**Required action:** Each line from the one holding "Image resolution: width=996" to the last line below must be restated word for word, and no picture may be included.
----- Data
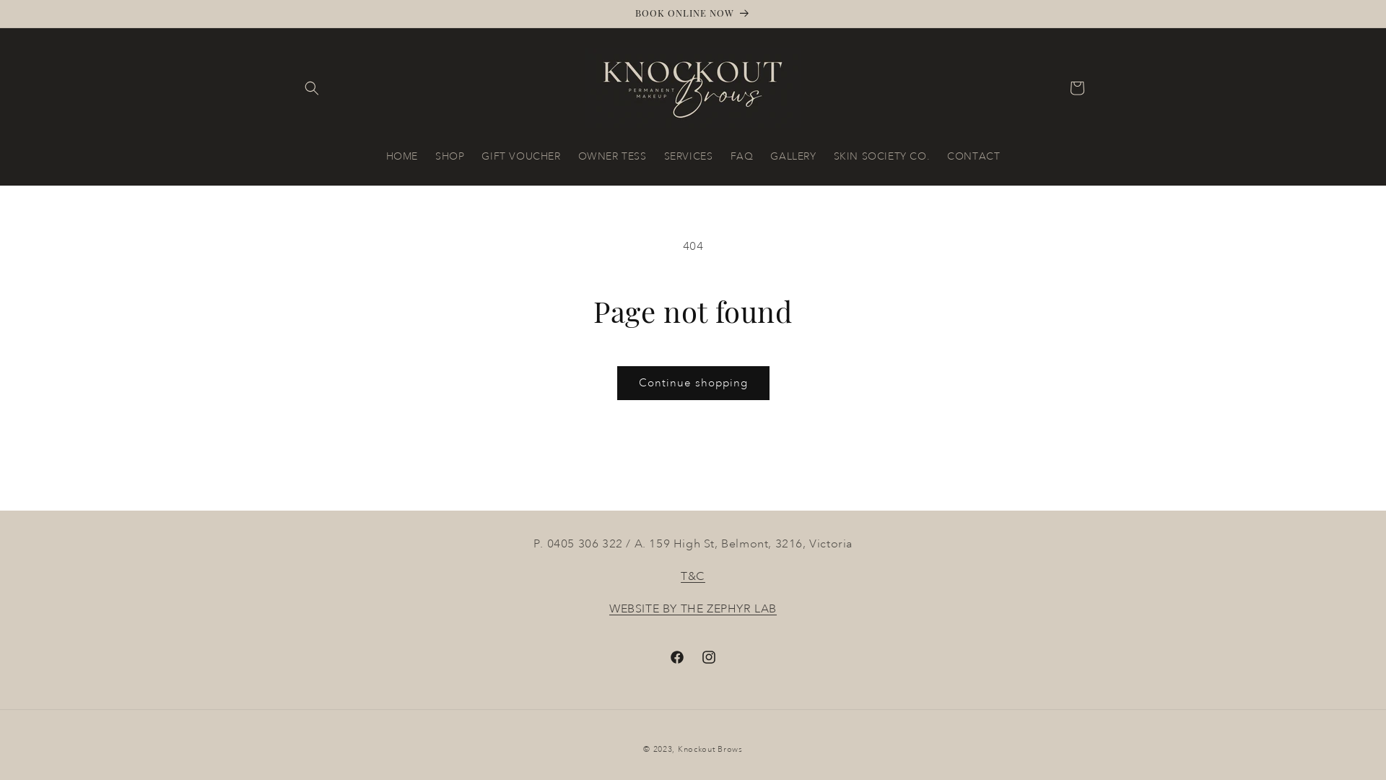 This screenshot has height=780, width=1386. I want to click on GALLERY, so click(793, 155).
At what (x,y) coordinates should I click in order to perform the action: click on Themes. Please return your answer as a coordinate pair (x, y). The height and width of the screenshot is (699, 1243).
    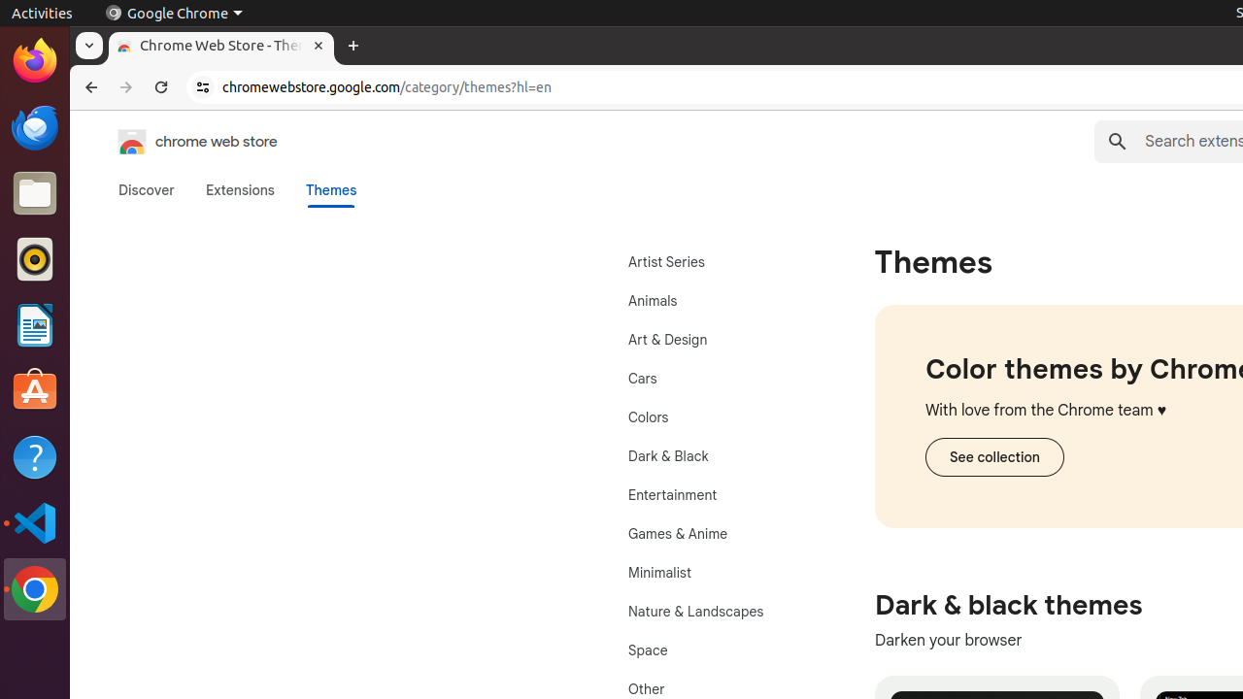
    Looking at the image, I should click on (331, 190).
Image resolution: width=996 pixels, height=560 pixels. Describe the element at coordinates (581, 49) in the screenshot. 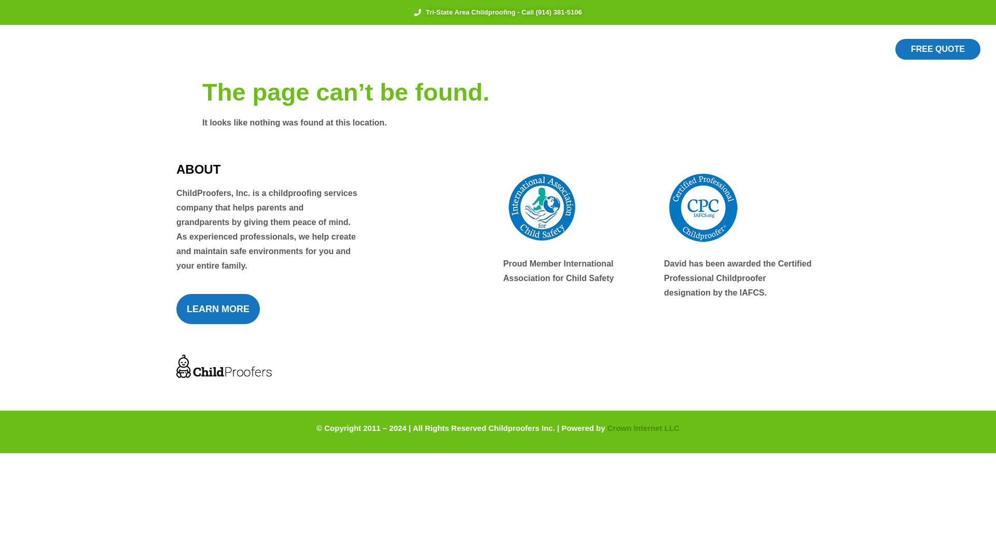

I see `Photo Gallery` at that location.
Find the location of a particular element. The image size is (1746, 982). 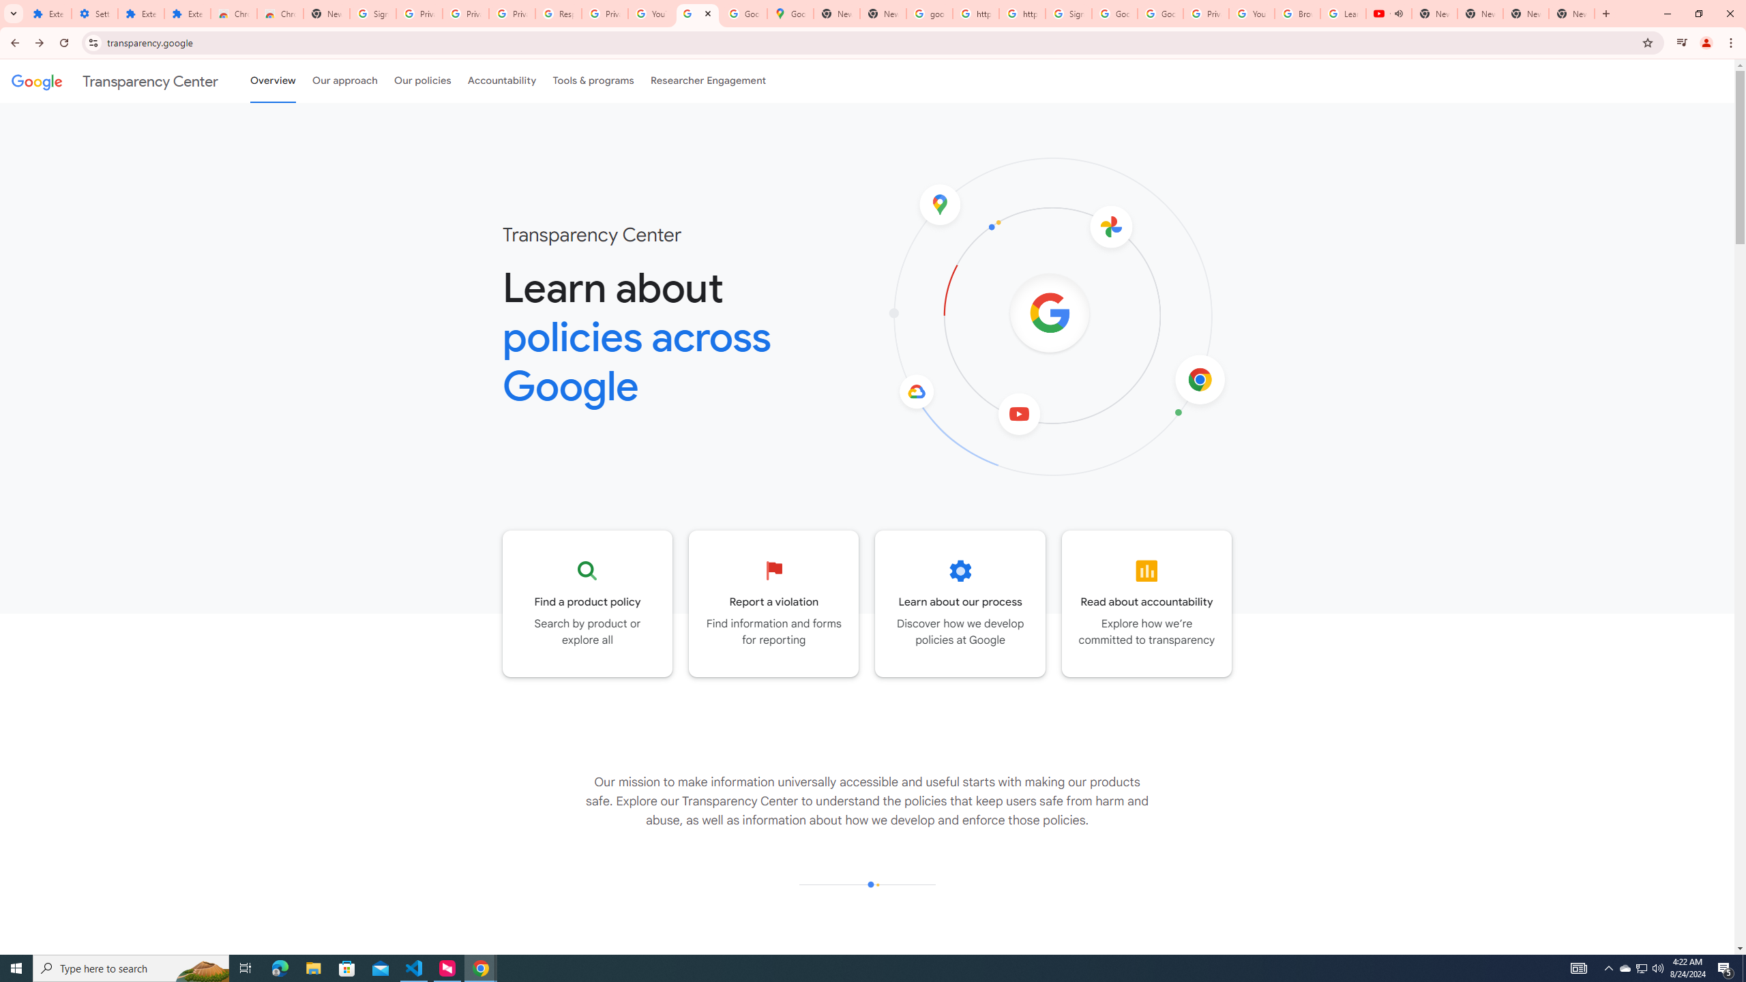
----------
**Problem solution:**
Image resolution: width=996 pixels, height=560 pixels. Describe the element at coordinates (581, 49) in the screenshot. 

I see `Photo Gallery` at that location.
Find the location of a particular element. The image size is (1746, 982). 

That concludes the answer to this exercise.